White Noise Chapter 21 Summary

  • This chapter kicks off the second part of the book, which is titled "The Airborne Toxic Event."
  • Jack is walking around his house when he realizes that Heinrich is standing out on the roof with a pair of binoculars held to his eyes. Jack doesn't think it's safe on the icy roof. But Babette tells him not to smother Heinrich with his worrying.
  • When Jack gets upstairs, Heinrich is already back inside. Jack asks what's up, and Heinrich tells him that there's some sort of wreck in the nearby train yard. There's a bunch of smoke coming out of one of the train cars. The fire trucks aren't getting very close to the scene, which means the stuff coming out of the train car must be toxic or explosive.
  • An hour later, Heinrich tells him that the radio is calling the smoke in the sky "a feathery plume" (21.30). But Heinrich doesn't agree with this description. It also turns out that the chemical that's gotten into the air is called Nyodene D. It's been known to cause tumors in rats.
  • Jack guarantees Heinrich that the cloud won't come their way. But Heinrich isn't so sure.
  • Meanwhile, the radio has stopped calling the smoke a "feathery plume" and changed its name to a "black billowing cloud" (21.108).
  • Jack says that everything's going to be fine. Disasters are things that happen to poor people living in trailer homes, not good ol' middle class folks like him and his family. A little arrogant, don't you think?
  • Eventually, a truck drives down their street and announces that everyone in the neighborhood needs to leave their homes and leave the town.
  • The radio changes its mind again about what to call the smoke. Now it's calling the giant cloud an "airborne toxic event" and it says that a sense of déja vu is one of the symptoms of exposure.
  • Jack's family piles into the car and joins a huge line of traffic heading out of town. As they drive away, Jack glimpses Babette sneaking something into her mouth. He wants to know what it is, but she swallows it and tells him it's just a Lifesaver. He doesn't believe her.
  • Suddenly, Steffie has a moment of déja vu. No one can tell if it's real or if Steffie is imagining it.
  • Much to his chagrin, Jack realizes that they're running out of gas. He pulls into a gas station and gets out of the car to pump. Just so you know, he'll end up regretting this.
  • The meeting place for evacuees is an old Boy Scout camp on the outside of town. A bunch of men in plastic Mylex suits are directing people where to park their cars.
  • There are small crowds collecting around certain people who say they know what's really going on with the airborne toxic event. People throw out a ton of conspiracy theories. Heinrich quickly steps up and fills this role, gathering an impressive crowd around himself. Jack is proud of seeing Heinrich in his element. But he doesn't want to go stand with the crowd out of fear of cramping Heinrich's style.
  • Jack then gets into a conversation with a Jehovah's Witness who says that the airborne toxic event is clearly something sent by God. People think they're in control of the world, the man says, but it's God who decides everything in the end.
  • When Jack returns to his family, Denise gives him a hard-eyed look and tells him to get himself checked out. He probably exposed himself to Nyodene D. when he got out of the car to pump gas on the way out of town.
  • Jack steps into a line and waits to speak to a man wearing an armband with the word SIMUVAC on it. The man tells Jack that he's probably had several minutes of exposure to the gas.
  • Jack asks what the man's armband means. The man tells him that it's short for Simulated Evacuation, which is kind of like a fire drill, except for an entire town instead of a building.
  • The man punches a bunch of Jack's personal information into a computer. He gets a reading and tells Jack that he'd rather not know what it says. Basically, the truth is that Jack has the chemical inside him and it's going to kill him. The weird part is that the stuff can take up to thirty years to kill someone, and Jack is already over fifty. Now Jack has to start worrying about whether he can die of natural causes before the chemicals can kill him.
  • He goes back to Babette, who's reading stories from a supermarket tabloid. After listening to the stories for a while, Jack runs into Murray Siskind. Murray is haggling with a van full of prostitutes because he wants to perform the Heimlich maneuver on one of them. Yes, you read that right. The Heimlich maneuver. Murray explains to Jack that he's not looking for a sexual thrill. He just wants to feel like a hero by pretending to save a woman's life.
  • It's nine full days before Jack and his family are allowed to go back home.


**Your goal:**
Your result will be the set of lines with "marker", copied from the material below.

**Provided information:**

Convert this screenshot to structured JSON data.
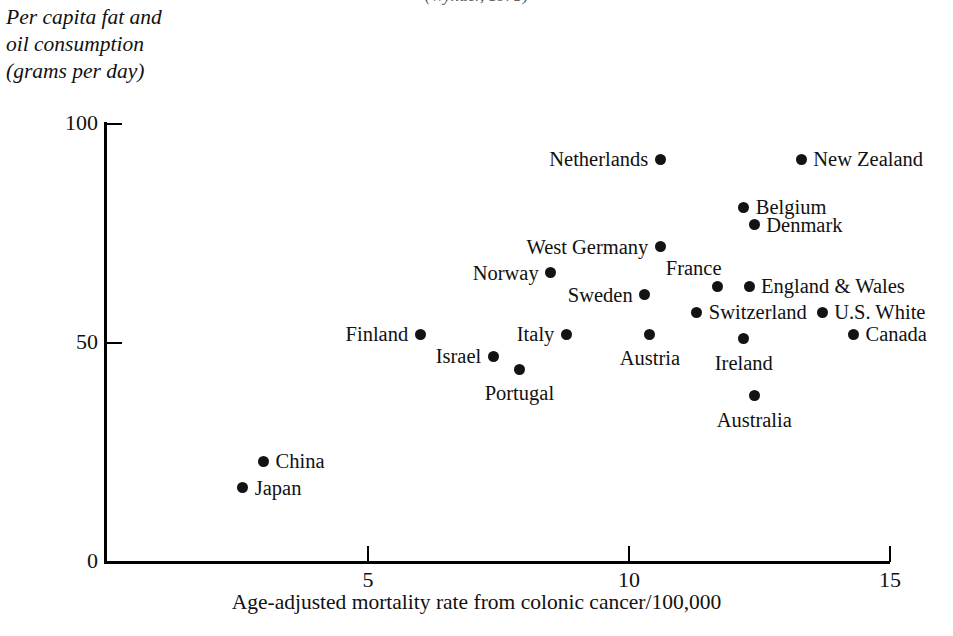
{
  "source_line": "(Wynder, 1975)",
  "chart_data": {
    "type": "scatter",
    "title": "",
    "xlabel": "Age-adjusted mortality rate from colonic cancer/100,000",
    "ylabel_lines": [
      "Per capita fat and",
      "oil consumption",
      "(grams per day)"
    ],
    "ylabel": "Per capita fat and oil consumption (grams per day)",
    "xlim": [
      0,
      15
    ],
    "ylim": [
      0,
      100
    ],
    "xticks": [
      "5",
      "10",
      "15"
    ],
    "xtick_values": [
      5,
      10,
      15
    ],
    "yticks": [
      "100",
      "50",
      "0"
    ],
    "ytick_values": [
      100,
      50,
      0
    ],
    "grid": false,
    "legend": "none",
    "marker": "filled-circle",
    "points": [
      {
        "label": "Netherlands",
        "x": 10.6,
        "y": 92,
        "label_side": "left"
      },
      {
        "label": "New Zealand",
        "x": 13.3,
        "y": 92,
        "label_side": "right"
      },
      {
        "label": "Belgium",
        "x": 12.2,
        "y": 81,
        "label_side": "right"
      },
      {
        "label": "Denmark",
        "x": 12.4,
        "y": 77,
        "label_side": "right"
      },
      {
        "label": "West Germany",
        "x": 10.6,
        "y": 72,
        "label_side": "left"
      },
      {
        "label": "Norway",
        "x": 8.5,
        "y": 66,
        "label_side": "left"
      },
      {
        "label": "France",
        "x": 11.7,
        "y": 63,
        "label_side": "above"
      },
      {
        "label": "England & Wales",
        "x": 12.3,
        "y": 63,
        "label_side": "right"
      },
      {
        "label": "Sweden",
        "x": 10.3,
        "y": 61,
        "label_side": "left"
      },
      {
        "label": "Switzerland",
        "x": 11.3,
        "y": 57,
        "label_side": "right"
      },
      {
        "label": "U.S. White",
        "x": 13.7,
        "y": 57,
        "label_side": "right"
      },
      {
        "label": "Finland",
        "x": 6.0,
        "y": 52,
        "label_side": "left"
      },
      {
        "label": "Italy",
        "x": 8.8,
        "y": 52,
        "label_side": "left"
      },
      {
        "label": "Austria",
        "x": 10.4,
        "y": 52,
        "label_side": "below"
      },
      {
        "label": "Canada",
        "x": 14.3,
        "y": 52,
        "label_side": "right"
      },
      {
        "label": "Ireland",
        "x": 12.2,
        "y": 51,
        "label_side": "below"
      },
      {
        "label": "Israel",
        "x": 7.4,
        "y": 47,
        "label_side": "left"
      },
      {
        "label": "Portugal",
        "x": 7.9,
        "y": 44,
        "label_side": "below"
      },
      {
        "label": "Australia",
        "x": 12.4,
        "y": 38,
        "label_side": "below"
      },
      {
        "label": "China",
        "x": 3.0,
        "y": 23,
        "label_side": "right"
      },
      {
        "label": "Japan",
        "x": 2.6,
        "y": 17,
        "label_side": "right"
      }
    ]
  }
}
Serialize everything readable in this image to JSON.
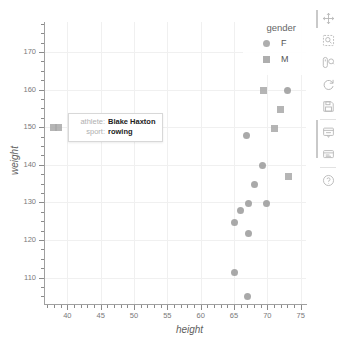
{
  "chart_data": {
    "type": "scatter",
    "title": "",
    "xlabel": "height",
    "ylabel": "weight",
    "xlim": [
      36.5,
      75.8
    ],
    "ylim": [
      103,
      178
    ],
    "grid": true,
    "legend": {
      "position": "top-right",
      "title": "gender",
      "entries": [
        {
          "label": "F",
          "marker": "circle"
        },
        {
          "label": "M",
          "marker": "square"
        }
      ]
    },
    "xticks": [
      40,
      45,
      50,
      55,
      60,
      65,
      70,
      75
    ],
    "yticks": [
      110,
      120,
      130,
      140,
      150,
      160,
      170
    ],
    "series": [
      {
        "name": "F",
        "marker": "circle",
        "points": [
          {
            "x": 73.0,
            "y": 159.8
          },
          {
            "x": 66.8,
            "y": 147.9
          },
          {
            "x": 69.3,
            "y": 139.8
          },
          {
            "x": 68.0,
            "y": 134.9
          },
          {
            "x": 69.8,
            "y": 129.8
          },
          {
            "x": 67.1,
            "y": 129.8
          },
          {
            "x": 66.0,
            "y": 127.8
          },
          {
            "x": 65.0,
            "y": 124.8
          },
          {
            "x": 67.1,
            "y": 121.8
          },
          {
            "x": 65.0,
            "y": 111.5
          },
          {
            "x": 67.0,
            "y": 105.0
          }
        ]
      },
      {
        "name": "M",
        "marker": "square",
        "points": [
          {
            "x": 69.4,
            "y": 159.8
          },
          {
            "x": 72.0,
            "y": 154.8
          },
          {
            "x": 71.0,
            "y": 149.8
          },
          {
            "x": 73.2,
            "y": 136.8
          },
          {
            "x": 37.9,
            "y": 150.0
          },
          {
            "x": 38.6,
            "y": 150.0
          }
        ]
      }
    ]
  },
  "tooltip": {
    "rows": [
      {
        "key": "athlete:",
        "value": "Blake Haxton"
      },
      {
        "key": "sport:",
        "value": "rowing"
      }
    ]
  },
  "toolbar": {
    "buttons": [
      {
        "name": "pan-tool",
        "icon": "move-icon"
      },
      {
        "name": "box-zoom-tool",
        "icon": "zoom-box-icon"
      },
      {
        "name": "wheel-zoom-tool",
        "icon": "zoom-wheel-icon"
      },
      {
        "name": "reset-tool",
        "icon": "reset-icon"
      },
      {
        "name": "save-tool",
        "icon": "save-icon"
      },
      {
        "name": "hover-tool",
        "icon": "hover-icon"
      },
      {
        "name": "inspect-tool",
        "icon": "inspect-icon"
      },
      {
        "name": "help-tool",
        "icon": "help-icon"
      }
    ]
  },
  "colors": {
    "marker": "#9a9a9a",
    "grid": "#f0f0f0",
    "axis": "#a0a0a0",
    "text": "#7a7a7a",
    "toolbar_icon": "#b6b6b6"
  }
}
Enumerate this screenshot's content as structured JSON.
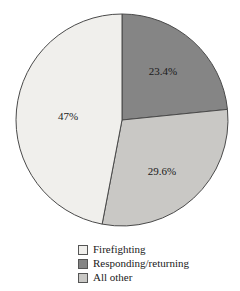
{
  "chart_data": {
    "type": "pie",
    "title": "",
    "subtitle": "",
    "xlabel": "",
    "ylabel": "",
    "grid": false,
    "legend_position": "bottom",
    "start_angle_deg": 0,
    "direction": "clockwise",
    "center": {
      "x": 122,
      "y": 120
    },
    "radius": 106,
    "categories": [
      "Firefighting",
      "Responding/returning",
      "All other"
    ],
    "values": [
      47.0,
      23.4,
      29.6
    ],
    "labels": [
      "47%",
      "23.4%",
      "29.6%"
    ],
    "colors": [
      "#f0efec",
      "#858585",
      "#c9c8c5"
    ],
    "slices": [
      {
        "name": "Responding/returning",
        "value": 23.4,
        "label": "23.4%",
        "color": "#858585",
        "start_deg": 0,
        "end_deg": 84.24,
        "label_x": 163,
        "label_y": 72
      },
      {
        "name": "All other",
        "value": 29.6,
        "label": "29.6%",
        "color": "#c9c8c5",
        "start_deg": 84.24,
        "end_deg": 190.8,
        "label_x": 162,
        "label_y": 172
      },
      {
        "name": "Firefighting",
        "value": 47.0,
        "label": "47%",
        "color": "#f0efec",
        "start_deg": 190.8,
        "end_deg": 360,
        "label_x": 68,
        "label_y": 117
      }
    ]
  },
  "legend": {
    "items": [
      {
        "label": "Firefighting",
        "color": "#f0efec"
      },
      {
        "label": "Responding/returning",
        "color": "#858585"
      },
      {
        "label": "All other",
        "color": "#c9c8c5"
      }
    ]
  },
  "style": {
    "outline_color": "#4a4a4a",
    "text_color": "#1a1a1a",
    "background": "#ffffff"
  }
}
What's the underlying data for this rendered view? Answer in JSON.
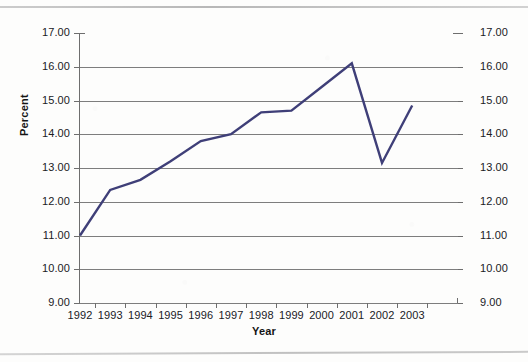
{
  "chart_data": {
    "type": "line",
    "title": "",
    "xlabel": "Year",
    "ylabel": "Percent",
    "xlim": [
      1991.5,
      2003.5
    ],
    "ylim": [
      9.0,
      17.0
    ],
    "grid": true,
    "legend": "none",
    "dual_y_axis": true,
    "line_color": "#3f3f78",
    "categories": [
      1992,
      1993,
      1994,
      1995,
      1996,
      1997,
      1998,
      1999,
      2000,
      2001,
      2002,
      2003
    ],
    "x_tick_labels": [
      "1992",
      "1993",
      "1994",
      "1995",
      "1996",
      "1997",
      "1998",
      "1999",
      "2000",
      "2001",
      "2002",
      "2003"
    ],
    "y_tick_labels": [
      "17.00",
      "16.00",
      "15.00",
      "14.00",
      "13.00",
      "12.00",
      "11.00",
      "10.00",
      "9.00"
    ],
    "y_ticks": [
      17.0,
      16.0,
      15.0,
      14.0,
      13.0,
      12.0,
      11.0,
      10.0,
      9.0
    ],
    "series": [
      {
        "name": "Percent",
        "values": [
          11.0,
          12.35,
          12.65,
          13.2,
          13.8,
          14.0,
          14.65,
          14.7,
          15.4,
          16.1,
          13.15,
          14.85
        ]
      }
    ]
  },
  "axes": {
    "y_title": "Percent",
    "x_title": "Year"
  },
  "colors": {
    "series_line": "#3f3f78",
    "gridline": "#7d7d7d",
    "axis": "#6e6e6e",
    "text": "#20201f",
    "background": "#fdfdfc"
  }
}
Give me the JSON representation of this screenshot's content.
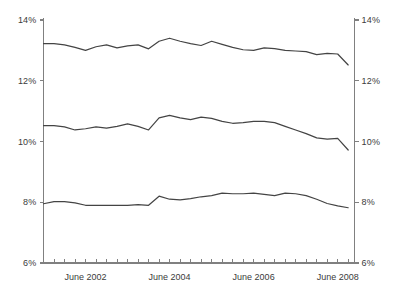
{
  "chart_data": {
    "type": "line",
    "title": "",
    "subtitle": "",
    "xlabel": "",
    "ylabel": "",
    "ylim": [
      6,
      14
    ],
    "ytick_labels": [
      "14%",
      "12%",
      "10%",
      "8%",
      "6%"
    ],
    "ytick_values": [
      14,
      12,
      10,
      8,
      6
    ],
    "ytick_labels_right": [
      "14%",
      "12%",
      "10%",
      "8%",
      "6%"
    ],
    "xtick_labels": [
      "June 2002",
      "June 2004",
      "June 2006",
      "June 2008"
    ],
    "xtick_values": [
      2002.5,
      2004.5,
      2006.5,
      2008.5
    ],
    "xlim": [
      2001.5,
      2008.9
    ],
    "grid": false,
    "legend": "none",
    "line_color": "#444444",
    "axis_color": "#808080",
    "x": [
      2001.5,
      2001.75,
      2002.0,
      2002.25,
      2002.5,
      2002.75,
      2003.0,
      2003.25,
      2003.5,
      2003.75,
      2004.0,
      2004.25,
      2004.5,
      2004.75,
      2005.0,
      2005.25,
      2005.5,
      2005.75,
      2006.0,
      2006.25,
      2006.5,
      2006.75,
      2007.0,
      2007.25,
      2007.5,
      2007.75,
      2008.0,
      2008.25,
      2008.5,
      2008.75
    ],
    "series": [
      {
        "name": "series-top",
        "values": [
          13.22,
          13.22,
          13.18,
          13.1,
          13.0,
          13.12,
          13.18,
          13.08,
          13.15,
          13.18,
          13.05,
          13.3,
          13.4,
          13.3,
          13.22,
          13.16,
          13.3,
          13.2,
          13.1,
          13.02,
          13.0,
          13.08,
          13.06,
          13.0,
          12.98,
          12.96,
          12.86,
          12.9,
          12.88,
          12.52
        ]
      },
      {
        "name": "series-middle",
        "values": [
          10.52,
          10.52,
          10.48,
          10.38,
          10.42,
          10.48,
          10.44,
          10.5,
          10.58,
          10.5,
          10.38,
          10.78,
          10.86,
          10.78,
          10.72,
          10.8,
          10.76,
          10.66,
          10.6,
          10.62,
          10.66,
          10.66,
          10.62,
          10.5,
          10.38,
          10.26,
          10.12,
          10.08,
          10.1,
          9.72
        ]
      },
      {
        "name": "series-bottom",
        "values": [
          7.95,
          8.02,
          8.02,
          7.98,
          7.9,
          7.9,
          7.9,
          7.9,
          7.9,
          7.92,
          7.9,
          8.2,
          8.1,
          8.08,
          8.12,
          8.18,
          8.22,
          8.3,
          8.28,
          8.28,
          8.3,
          8.26,
          8.22,
          8.3,
          8.28,
          8.22,
          8.1,
          7.96,
          7.88,
          7.82
        ]
      }
    ]
  },
  "axis": {
    "left_ticks": [
      "14%",
      "12%",
      "10%",
      "8%",
      "6%"
    ],
    "right_ticks": [
      "14%",
      "12%",
      "10%",
      "8%",
      "6%"
    ],
    "bottom_ticks": [
      "June 2002",
      "June 2004",
      "June 2006",
      "June 2008"
    ]
  }
}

**Answer:**
    "marker": "filled-circle",
          "marker": "circle"
          "marker": "square"
        "marker": "circle",
        "marker": "square",
    "marker": "#9a9a9a",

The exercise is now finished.